During a U.S. Senate candidate forum Monday night in Winooski, incumbent Sen. Bernie Sanders (I-Vt.) would not commit to serving a full six-year term if reelected.
“Right now, my focus is on the year 2018, but if you’re asking me to make an absolute pledge as to whether I’ll be running for president or not, I’m not going to make that pledge,” Vermont's junior senator said. “The simple truth is I have not made that decision. But I’m not going to sit here and tell you that I may not run. I may. But on the other hand, I may not.”
Asked again whether he would commit to serving out a third term, Sanders said, “If I’m elected president of the United States? Mmm. Probably impossible to be a senator and a president at the same time. So the answer to that is probably no. But I haven’t made that decision as to whether I’ll run.”
He added, “If I run [for president] and win, the likelihood is I will not be Vermont’s senator.”
During Sanders’ first term in the Senate, he was present for 98 percent of roll call votes. His record faded after his reelection in 2012, largely because he ran for president in 2016. That year, when Sanders lost the Democratic primary to Hillary Clinton, he missed 115 of 163 roll call votes in the Senate.
On Monday, during the debate hosted by Channel 17 and moderated by Seven Days' political editor Paul Heintz, Sanders would not pledge to have an attendance rate above 95 percent in his next term.
“I think maybe you didn’t hear me the first time," Sanders said. "I ran for president of the United States. And when you run for president of the United States, you actually go around the country. You have to campaign in order to do that."
The senator said he returned to Washington, D.C., for close, important votes during the 2016 campaign, but he denied the fact that he did, indeed, miss more votes than any other senator who ran for president in 2016.
Sen. Kirsten Gillibrand (D-N.Y.) is also considered a potential 2020 candidate for president, but she promised voters last week that she would serve out a full six-year term if reelected.
Each of the seven other Vermont candidates participating in Monday's debate — Republican Lawrence Zupan and independents Folasade Adeluola, Russell Beste, Bruce Busa, Edward Gilbert Jr., Brad Peacock and John Svitavsky — pledged to serve all six years of the term and miss no more than 5 percent of votes.
Svitavsky, unimpressed by Sanders' answer, went a step further with his pledge: "And neither will I be condescending, arrogant or insolent about it.”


- What you need to do
Check every line of the data below for "moisturewill". Copy each one that has it.

________________________

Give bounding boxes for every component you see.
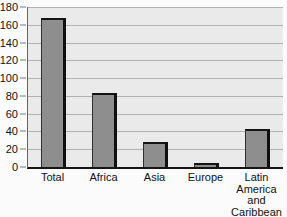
x-axis-category-label-africa: Africa <box>78 172 129 217</box>
bar-africa <box>92 93 117 167</box>
x-axis-category-label-europe: Europe <box>180 172 231 217</box>
y-axis-tick-mark <box>20 24 26 25</box>
y-axis-tick-label: 20 <box>6 144 18 155</box>
bar-slot-latin-america-and-caribbean <box>232 7 283 167</box>
y-axis-tick-mark <box>20 95 26 96</box>
y-axis-tick-label: 180 <box>0 2 18 13</box>
bar-europe <box>194 163 219 167</box>
bar-chart-figure: 180 160 140 120 100 80 60 40 20 0 <box>0 0 287 217</box>
y-axis-tick-mark <box>20 42 26 43</box>
y-axis-tick-label: 0 <box>12 162 18 173</box>
y-axis-tick-label: 80 <box>6 90 18 101</box>
plot-area <box>27 7 283 169</box>
y-axis-tick-label: 100 <box>0 73 18 84</box>
y-axis-tick-mark <box>20 78 26 79</box>
y-axis-tick-label: 40 <box>6 126 18 137</box>
x-axis: Total Africa Asia Europe Latin America a… <box>27 172 282 217</box>
y-axis-tick-label: 160 <box>0 19 18 30</box>
bar-slot-total <box>28 7 79 167</box>
y-axis-tick-mark <box>20 167 26 168</box>
x-axis-category-label-latin-america-and-caribbean: Latin America and Caribbean <box>231 172 282 217</box>
x-axis-category-label-asia: Asia <box>129 172 180 217</box>
y-axis-tick-mark <box>20 7 26 8</box>
y-axis-tick-mark <box>20 149 26 150</box>
bar-slot-asia <box>130 7 181 167</box>
x-axis-category-label-total: Total <box>27 172 78 217</box>
y-axis-tick-label: 120 <box>0 55 18 66</box>
y-axis-tick-mark <box>20 131 26 132</box>
bar-slot-europe <box>181 7 232 167</box>
bars-row <box>28 7 283 167</box>
bar-latin-america-and-caribbean <box>245 129 270 167</box>
y-axis-tick-mark <box>20 113 26 114</box>
bar-slot-africa <box>79 7 130 167</box>
y-axis: 180 160 140 120 100 80 60 40 20 0 <box>0 7 27 167</box>
bar-asia <box>143 142 168 167</box>
y-axis-tick-label: 140 <box>0 37 18 48</box>
y-axis-tick-label: 60 <box>6 108 18 119</box>
y-axis-tick-mark <box>20 60 26 61</box>
bar-total <box>41 18 66 167</box>
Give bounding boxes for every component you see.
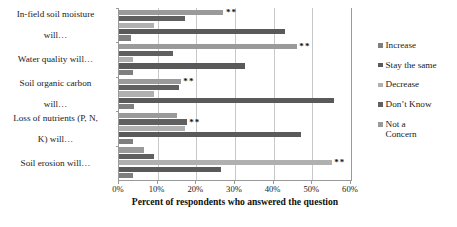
legend-item[interactable]: Increase <box>378 40 457 50</box>
category-label: In-field soil moisturewill… <box>0 8 116 42</box>
legend-label: Increase <box>386 40 417 50</box>
bar-row <box>119 35 351 40</box>
x-tick-label: 10% <box>149 184 165 194</box>
bar[interactable] <box>119 29 285 34</box>
bar-row <box>119 57 351 62</box>
bar-group: ** <box>119 42 351 76</box>
bar[interactable] <box>119 132 301 137</box>
legend-item[interactable]: Not aConcern <box>378 119 457 139</box>
bar[interactable] <box>119 98 334 103</box>
bar[interactable] <box>119 91 154 96</box>
legend-item[interactable]: Stay the same <box>378 60 457 70</box>
bar-group: ** <box>119 146 351 180</box>
bar-row <box>119 51 351 56</box>
bar-row <box>119 139 351 144</box>
bar[interactable] <box>119 154 154 159</box>
bar[interactable] <box>119 70 133 75</box>
bar[interactable] <box>119 119 187 124</box>
bar[interactable] <box>119 51 173 56</box>
legend-item[interactable]: Decrease <box>378 79 457 89</box>
legend-swatch-icon <box>378 83 383 88</box>
chart-legend: IncreaseStay the sameDecreaseDon’t KnowN… <box>378 40 457 149</box>
category-label-text: Soil erosion will… <box>0 158 111 169</box>
legend-label: Don’t Know <box>386 99 432 109</box>
legend-swatch-icon <box>378 43 383 48</box>
bar[interactable] <box>119 173 133 178</box>
bar-row <box>119 104 351 109</box>
legend-swatch-icon <box>378 102 383 107</box>
bar[interactable] <box>119 57 133 62</box>
category-label: Loss of nutrients (P, N,K) will… <box>0 111 116 145</box>
bar[interactable] <box>119 147 144 152</box>
bar[interactable] <box>119 23 154 28</box>
x-tick-label: 0% <box>112 184 123 194</box>
legend-item[interactable]: Don’t Know <box>378 99 457 109</box>
bar-row <box>119 113 351 118</box>
bar[interactable] <box>119 10 223 15</box>
bar-row <box>119 154 351 159</box>
legend-label: Not aConcern <box>386 119 417 139</box>
category-label: Soil organic carbonwill… <box>0 77 116 111</box>
bar-chart: In-field soil moisturewill…Water quality… <box>0 0 457 227</box>
bar[interactable] <box>119 139 133 144</box>
bar[interactable] <box>119 79 181 84</box>
x-tick-label: 30% <box>226 184 242 194</box>
bar-group: ** <box>119 111 351 145</box>
bar-row <box>119 98 351 103</box>
bar[interactable] <box>119 126 185 131</box>
bar-row <box>119 167 351 172</box>
bar-row <box>119 173 351 178</box>
bar[interactable] <box>119 104 134 109</box>
bar[interactable] <box>119 16 185 21</box>
legend-label: Decrease <box>386 79 420 89</box>
bar-row <box>119 70 351 75</box>
bar-row <box>119 29 351 34</box>
x-axis-title: Percent of respondents who answered the … <box>60 196 410 207</box>
category-label: Soil erosion will… <box>0 146 116 180</box>
category-label: Water quality will… <box>0 42 116 76</box>
bar-group: ** <box>119 77 351 111</box>
x-tick-label: 40% <box>265 184 281 194</box>
category-label-text: Loss of nutrients (P, N,K) will… <box>0 113 111 145</box>
bar[interactable] <box>119 167 221 172</box>
category-axis: In-field soil moisturewill…Water quality… <box>0 8 116 180</box>
bar-row <box>119 85 351 90</box>
x-tick-label: 60% <box>342 184 358 194</box>
bar-row: ** <box>119 160 351 165</box>
bar[interactable] <box>119 85 179 90</box>
bar-group: ** <box>119 8 351 42</box>
bar-row: ** <box>119 119 351 124</box>
bar-row <box>119 147 351 152</box>
bar-row <box>119 23 351 28</box>
bar[interactable] <box>119 35 131 40</box>
category-label-text: In-field soil moisturewill… <box>0 9 111 41</box>
x-axis-ticks: 0%10%20%30%40%50%60% <box>118 181 350 193</box>
legend-swatch-icon <box>378 63 383 68</box>
category-label-text: Water quality will… <box>0 54 111 65</box>
bar-row <box>119 132 351 137</box>
category-label-text: Soil organic carbonwill… <box>0 78 111 110</box>
bar-row: ** <box>119 10 351 15</box>
bar-row: ** <box>119 44 351 49</box>
bar[interactable] <box>119 113 177 118</box>
bar[interactable] <box>119 44 297 49</box>
bar-row <box>119 63 351 68</box>
bar-row <box>119 16 351 21</box>
legend-swatch-icon <box>378 122 383 127</box>
bar-row: ** <box>119 79 351 84</box>
bar-row <box>119 126 351 131</box>
x-tick-label: 20% <box>187 184 203 194</box>
bar-row <box>119 91 351 96</box>
bar[interactable] <box>119 160 332 165</box>
plot-area: ********** <box>118 8 352 181</box>
legend-label: Stay the same <box>386 60 437 70</box>
bar[interactable] <box>119 63 245 68</box>
x-tick-label: 50% <box>303 184 319 194</box>
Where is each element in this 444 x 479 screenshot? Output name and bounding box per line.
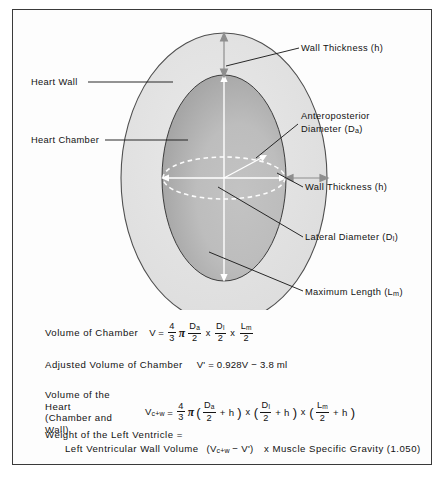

________________________

- Task solution
category-label: In-field soil moisturewill… <box>0 8 116 42</box>
bar-chart: In-field soil moisturewill…Water quality… <box>0 0 457 227</box>
category-axis: In-field soil moisturewill…Water quality… <box>0 8 116 180</box>
category-label-text: In-field soil moisturewill… <box>0 9 111 41</box>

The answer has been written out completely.